Wednesday, September 24, 2008

To Seattle by train:

House forlorn,
its people fading
with its paint.

The old house -
bones picked clean
by time, wind.

Ghost towns?
Even the ghosts parched
by unending winds.

Rolling hills
grey-tan-brown after harvest -
yet every watering hole
filled with birds - in
end-of-summer contentment.

So few to bury
in the sweep of hills -
lone cemetery.

Yellow leaves, fall turning,
light up the hillside and valley
in spite of fog and rain.

Montana -
fenced buffalo roam and
antelope play.

Tall and spare,
pine hungry for sky
grows up not out.

Line of pines
edging the ridge -
first to fall?

A line of pines,
poised, waiting at the edge
like swimmers.

Frail toe-hold,
poised like swimmers,
a line of pines.

Worn dust paths -
generations of cattle
to the water hole.


At the museum, for a calligrapher:

Calm and focused,
mistakes will be fewer,
each mark true.


(Via Amtrak to Seattle, 9-08)

The understanding and appreciation for life that is present in [Paul] Zimmer’s newer poems is in its larval stage in his older poems. Instead of the comfort with mortality that we see in the last lines of a newer poem, “Desiderium” (“The unfaltering sunlit parade / Of faithful moving toward God” reminiscent of, though contrasting Sexton’s The Awful Rowing Towards God), we see a fear of death or growing old that precedes its acceptance.

Review of Passing to Sunlight Revisited by Melinda Wilson in Coldfront

Friday, September 12, 2008

Mr. [Stanley] Kunitz was regarded as a mentor to many poets, including two future poet laureates, Louise Gluck and Robert Hass, as well as Sylvia Plath.

"Essentially," he once said, "what I try to do is to help each person rediscover the poet within himself. I say 'rediscover,' because I am convinced that it is a universal human attribute to want to play with words, to beat out rhythms, to fashion images, to tell a story, to construct forms."

He added: "The key is always in his possession: what prevents him from using it is mainly inertia, the stultification of the senses as a result of our one-sided educational conditioning and the fear of being made ridiculous or ashamed by the exposure of his feelings."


* Task statement
Find the word "Healthy" in the data below and copy each line that holds it.

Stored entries
══════

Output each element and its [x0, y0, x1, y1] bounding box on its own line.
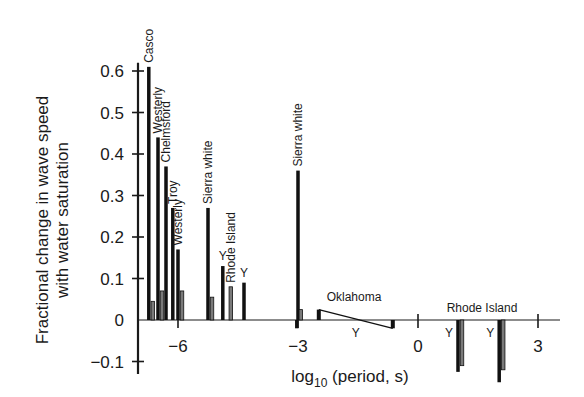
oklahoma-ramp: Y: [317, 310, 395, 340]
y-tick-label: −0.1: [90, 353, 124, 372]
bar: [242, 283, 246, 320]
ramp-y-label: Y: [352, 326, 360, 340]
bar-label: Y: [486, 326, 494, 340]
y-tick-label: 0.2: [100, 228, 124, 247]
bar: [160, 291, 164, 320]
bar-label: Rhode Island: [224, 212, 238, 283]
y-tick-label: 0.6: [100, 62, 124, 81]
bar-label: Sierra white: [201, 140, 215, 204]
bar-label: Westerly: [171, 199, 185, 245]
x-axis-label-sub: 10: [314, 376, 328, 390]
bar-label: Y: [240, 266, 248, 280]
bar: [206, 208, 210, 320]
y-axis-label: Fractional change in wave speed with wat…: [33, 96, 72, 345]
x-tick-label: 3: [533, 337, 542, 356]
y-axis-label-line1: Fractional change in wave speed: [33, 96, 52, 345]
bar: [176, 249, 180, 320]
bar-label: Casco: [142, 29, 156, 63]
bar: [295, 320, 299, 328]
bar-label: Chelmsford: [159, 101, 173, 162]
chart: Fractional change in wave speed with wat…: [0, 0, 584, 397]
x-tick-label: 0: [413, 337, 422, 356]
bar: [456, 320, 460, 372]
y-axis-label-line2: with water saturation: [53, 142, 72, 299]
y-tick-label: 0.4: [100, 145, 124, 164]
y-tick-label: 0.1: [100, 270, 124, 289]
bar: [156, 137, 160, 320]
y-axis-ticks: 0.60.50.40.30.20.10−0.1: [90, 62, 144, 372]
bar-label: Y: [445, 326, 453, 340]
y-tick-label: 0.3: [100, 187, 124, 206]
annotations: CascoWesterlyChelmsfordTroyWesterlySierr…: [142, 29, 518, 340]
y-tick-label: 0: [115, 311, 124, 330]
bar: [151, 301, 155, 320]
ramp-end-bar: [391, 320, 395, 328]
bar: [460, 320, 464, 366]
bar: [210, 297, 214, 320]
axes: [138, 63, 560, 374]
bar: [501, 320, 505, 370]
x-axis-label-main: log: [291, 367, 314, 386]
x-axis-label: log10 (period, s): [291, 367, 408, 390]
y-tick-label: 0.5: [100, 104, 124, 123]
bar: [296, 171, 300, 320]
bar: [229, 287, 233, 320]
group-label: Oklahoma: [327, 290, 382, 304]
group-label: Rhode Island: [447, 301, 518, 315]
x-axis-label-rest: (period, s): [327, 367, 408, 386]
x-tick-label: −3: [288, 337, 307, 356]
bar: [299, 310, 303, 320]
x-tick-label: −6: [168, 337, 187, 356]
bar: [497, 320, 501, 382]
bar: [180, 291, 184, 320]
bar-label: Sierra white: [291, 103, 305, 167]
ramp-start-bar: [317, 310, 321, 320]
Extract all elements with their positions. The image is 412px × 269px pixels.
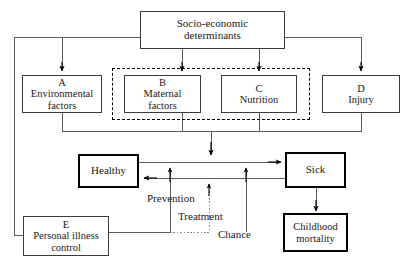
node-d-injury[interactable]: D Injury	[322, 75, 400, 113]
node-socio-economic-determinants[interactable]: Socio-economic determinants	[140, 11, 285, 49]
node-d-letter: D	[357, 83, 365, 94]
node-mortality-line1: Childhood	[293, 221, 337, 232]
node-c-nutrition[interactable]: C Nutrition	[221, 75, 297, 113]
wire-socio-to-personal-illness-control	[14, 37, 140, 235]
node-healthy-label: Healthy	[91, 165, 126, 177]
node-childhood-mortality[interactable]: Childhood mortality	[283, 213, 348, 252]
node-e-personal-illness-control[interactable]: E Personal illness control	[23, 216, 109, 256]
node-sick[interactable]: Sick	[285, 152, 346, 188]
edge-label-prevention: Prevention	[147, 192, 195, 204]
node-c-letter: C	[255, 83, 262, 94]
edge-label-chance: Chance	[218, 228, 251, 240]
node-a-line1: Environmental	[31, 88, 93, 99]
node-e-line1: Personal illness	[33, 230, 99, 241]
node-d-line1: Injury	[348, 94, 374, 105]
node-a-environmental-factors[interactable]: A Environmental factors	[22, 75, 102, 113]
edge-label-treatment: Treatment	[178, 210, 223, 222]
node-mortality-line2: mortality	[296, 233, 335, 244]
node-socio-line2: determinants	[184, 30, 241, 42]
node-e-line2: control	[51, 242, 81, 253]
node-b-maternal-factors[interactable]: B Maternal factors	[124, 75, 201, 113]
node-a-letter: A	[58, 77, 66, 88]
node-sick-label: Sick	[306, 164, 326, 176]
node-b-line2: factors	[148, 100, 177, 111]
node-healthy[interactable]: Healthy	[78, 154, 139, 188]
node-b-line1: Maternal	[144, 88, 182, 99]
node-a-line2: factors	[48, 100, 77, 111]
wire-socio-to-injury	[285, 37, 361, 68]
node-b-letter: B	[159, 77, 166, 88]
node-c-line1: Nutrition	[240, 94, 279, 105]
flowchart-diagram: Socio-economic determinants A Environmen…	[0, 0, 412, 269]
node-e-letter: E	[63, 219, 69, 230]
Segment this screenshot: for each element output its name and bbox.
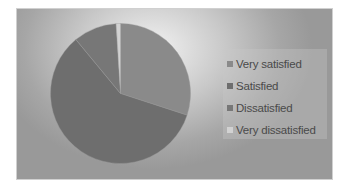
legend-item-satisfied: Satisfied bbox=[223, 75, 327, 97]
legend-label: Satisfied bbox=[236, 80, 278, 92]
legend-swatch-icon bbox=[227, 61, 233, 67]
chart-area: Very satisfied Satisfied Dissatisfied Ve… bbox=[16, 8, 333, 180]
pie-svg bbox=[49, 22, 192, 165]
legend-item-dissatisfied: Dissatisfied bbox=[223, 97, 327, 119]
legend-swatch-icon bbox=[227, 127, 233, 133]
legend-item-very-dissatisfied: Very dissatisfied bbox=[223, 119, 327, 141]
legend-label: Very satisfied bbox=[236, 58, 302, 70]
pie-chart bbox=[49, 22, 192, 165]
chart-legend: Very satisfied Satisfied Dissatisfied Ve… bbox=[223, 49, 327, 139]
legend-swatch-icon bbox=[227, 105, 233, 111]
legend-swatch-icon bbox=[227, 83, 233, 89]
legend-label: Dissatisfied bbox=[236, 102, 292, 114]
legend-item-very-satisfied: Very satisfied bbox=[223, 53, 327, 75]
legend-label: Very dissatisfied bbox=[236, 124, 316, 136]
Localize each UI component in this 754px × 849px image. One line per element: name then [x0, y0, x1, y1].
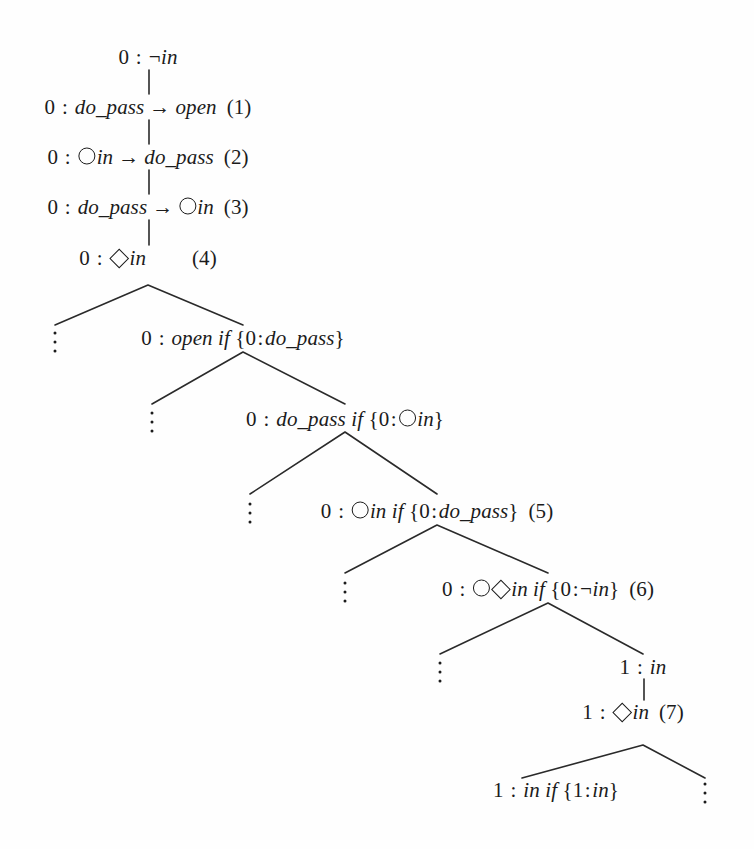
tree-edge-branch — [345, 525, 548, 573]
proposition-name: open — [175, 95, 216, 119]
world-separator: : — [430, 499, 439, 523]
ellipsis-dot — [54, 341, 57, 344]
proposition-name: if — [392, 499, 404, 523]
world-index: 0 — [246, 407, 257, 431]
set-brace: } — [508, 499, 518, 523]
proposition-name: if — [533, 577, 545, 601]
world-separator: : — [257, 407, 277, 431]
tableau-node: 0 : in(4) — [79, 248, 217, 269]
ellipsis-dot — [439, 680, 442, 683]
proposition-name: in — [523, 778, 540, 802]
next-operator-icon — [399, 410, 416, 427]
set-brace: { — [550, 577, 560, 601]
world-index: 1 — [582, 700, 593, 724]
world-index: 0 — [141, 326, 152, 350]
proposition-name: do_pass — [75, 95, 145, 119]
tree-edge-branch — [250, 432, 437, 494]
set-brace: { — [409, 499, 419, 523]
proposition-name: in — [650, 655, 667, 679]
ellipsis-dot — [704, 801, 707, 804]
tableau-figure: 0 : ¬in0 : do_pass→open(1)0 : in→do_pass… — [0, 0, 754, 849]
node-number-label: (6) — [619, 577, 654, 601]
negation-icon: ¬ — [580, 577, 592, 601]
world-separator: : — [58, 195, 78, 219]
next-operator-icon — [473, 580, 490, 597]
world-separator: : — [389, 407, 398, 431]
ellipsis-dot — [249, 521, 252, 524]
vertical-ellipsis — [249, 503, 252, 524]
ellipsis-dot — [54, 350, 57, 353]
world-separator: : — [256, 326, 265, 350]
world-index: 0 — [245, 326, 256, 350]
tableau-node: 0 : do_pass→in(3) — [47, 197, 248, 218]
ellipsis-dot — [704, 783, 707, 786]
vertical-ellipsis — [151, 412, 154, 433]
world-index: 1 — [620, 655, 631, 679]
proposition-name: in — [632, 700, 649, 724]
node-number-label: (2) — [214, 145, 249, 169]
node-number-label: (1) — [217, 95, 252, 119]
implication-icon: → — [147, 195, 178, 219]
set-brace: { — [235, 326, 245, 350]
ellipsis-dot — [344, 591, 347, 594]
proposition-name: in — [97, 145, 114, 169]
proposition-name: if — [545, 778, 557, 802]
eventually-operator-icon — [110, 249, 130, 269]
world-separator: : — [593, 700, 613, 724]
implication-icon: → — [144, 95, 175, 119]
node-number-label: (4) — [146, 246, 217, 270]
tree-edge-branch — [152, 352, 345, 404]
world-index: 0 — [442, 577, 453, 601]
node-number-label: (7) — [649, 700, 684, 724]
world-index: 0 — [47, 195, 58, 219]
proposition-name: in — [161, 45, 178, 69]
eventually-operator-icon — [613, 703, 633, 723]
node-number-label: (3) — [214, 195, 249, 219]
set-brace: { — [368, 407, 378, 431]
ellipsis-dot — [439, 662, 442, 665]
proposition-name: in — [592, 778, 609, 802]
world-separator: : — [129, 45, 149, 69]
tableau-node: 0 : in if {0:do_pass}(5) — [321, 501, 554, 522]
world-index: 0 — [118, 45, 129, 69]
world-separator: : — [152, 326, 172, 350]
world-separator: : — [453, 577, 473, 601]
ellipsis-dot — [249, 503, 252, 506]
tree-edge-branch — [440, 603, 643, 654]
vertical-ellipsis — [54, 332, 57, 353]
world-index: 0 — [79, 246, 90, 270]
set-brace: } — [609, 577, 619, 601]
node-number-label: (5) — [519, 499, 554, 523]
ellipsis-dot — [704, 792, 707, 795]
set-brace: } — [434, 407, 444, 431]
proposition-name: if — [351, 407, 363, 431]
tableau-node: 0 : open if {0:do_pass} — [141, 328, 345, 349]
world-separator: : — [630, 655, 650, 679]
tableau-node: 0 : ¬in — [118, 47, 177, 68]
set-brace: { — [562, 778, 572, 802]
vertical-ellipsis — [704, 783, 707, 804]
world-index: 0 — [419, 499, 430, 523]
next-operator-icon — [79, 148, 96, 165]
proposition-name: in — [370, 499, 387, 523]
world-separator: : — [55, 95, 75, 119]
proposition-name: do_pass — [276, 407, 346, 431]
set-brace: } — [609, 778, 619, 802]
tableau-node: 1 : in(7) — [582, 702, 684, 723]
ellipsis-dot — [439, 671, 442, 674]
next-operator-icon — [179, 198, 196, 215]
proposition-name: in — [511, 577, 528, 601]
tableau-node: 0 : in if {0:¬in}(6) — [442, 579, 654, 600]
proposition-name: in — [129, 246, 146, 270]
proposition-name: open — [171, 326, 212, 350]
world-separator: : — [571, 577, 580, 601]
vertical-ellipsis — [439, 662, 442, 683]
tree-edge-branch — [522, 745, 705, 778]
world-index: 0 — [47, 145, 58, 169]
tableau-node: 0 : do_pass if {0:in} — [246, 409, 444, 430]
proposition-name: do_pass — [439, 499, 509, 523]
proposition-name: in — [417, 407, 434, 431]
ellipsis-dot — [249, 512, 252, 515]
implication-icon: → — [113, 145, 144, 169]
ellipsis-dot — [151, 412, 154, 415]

══════

* Completed task
node-healthy-label: Healthy	[91, 165, 126, 177]
node-healthy[interactable]: Healthy	[78, 154, 139, 188]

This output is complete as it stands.